The University of Minnesota Libraries’ Jean-Nickolaus Tretter Collection in Gay, Lesbian, Bisexual and Transgender Studies is considered the largest of its kind in the Upper Midwest. According to the library’s website, it includes “approximately 3,500 linear feet of material — including books, periodicals, grey literature, personal and organizational records, zines and pamphlets, artifacts and ephemera, and audiovisual materials.”

“We are incredibly saddened to announce that our founder and namesake Jean-Nickolaus Tretter passed away Dec. 9. He will be greatly missed in our community locally and around the world,” the University of Minnesota library’s website posted on Saturday.

The University of Minnesota Library website called the collection “national and international in scope (featuring materials in approximately 58 languages), but is especially strong in materials documenting the history of LGBTQ people, organizations, and communities in the Upper Midwest, especially the Twin Cities area.”

The website gives the following information about Tretter:

Born in 1946, he grew up in Little Falls and began to sense as a child that he was attracted to men but hid that fact.

The Stonewall Riots of 1969, sparked by a police raid on gay patrons of the Stonewall Inn in Greenwich Village, N.Y., led Tretter to come out of the closet. When he returned to Minnesota after serving in Vietnam as a member of the U.S. Navy, “he and his friends organized the first Twin Cities commemoration of the Stonewall Riots in June 1972.”

About the same time, he began to collect gay and lesbian materials “in a piecemeal fashion. He didn’t start out with the grand scheme of amassing an archive; he just gathered the things that mattered to him,” the website stated.
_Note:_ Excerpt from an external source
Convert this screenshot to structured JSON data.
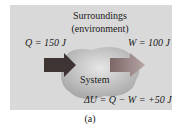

While studying social and cultural anthropology at the University of Minnesota until 1976, he tried to specialize in gay and lesbian anthropology but “couldn’t get the institutional support he needed. He dropped out of the University and began working as a counselor at a Ramsey County residence for youth with multiple disabilities”

As he studied gay and lesbian history on his own, he began to collect the “thousands of books, photos, and documents that ultimately made up his collection.”

In addition to amassing this archive, he also was an activist. He hosted and produced “Night Rivers” on KFAI, the only regularly broadcast gay and lesbian classical music show in the country.

In 1982, he acted as co-chairman of Minnesota’s Gay/Lesbian Olympic Committee.

Tretter said he made a “disturbing discovery” in 1983 while assembling a gay history display at St. Paul’s Landmark Center: “Our gay history was disappearing as fast as we were producing it.”

At that point, he actively began collecting as much as he could. He donated his collection to the University of Minnesota Libraries in 2000 when it became too large to be manageable in his apartment. He oversaw the collection until he retired in 2011 but continued to serve on the advisory board of the collection. He also continued to collect materials for the archive.

In addition to his work assembling the archive, Tretter was a member of the Los Angeles-based International Gay and Lesbian Archives where he served as both a board member and the Upper Midwest representative.

Tretter was often sought out by scholars for information about the collection and his knowledge of the LGBTQ community.

“It’s important we create a historical legacy to pass along to future generations,” Tretter said. “It’s how the Jews endured thousands of years of persecution, because they had a tradition and a history. I would like to have a part in giving gays and lesbians of the future something similar to hold on to.”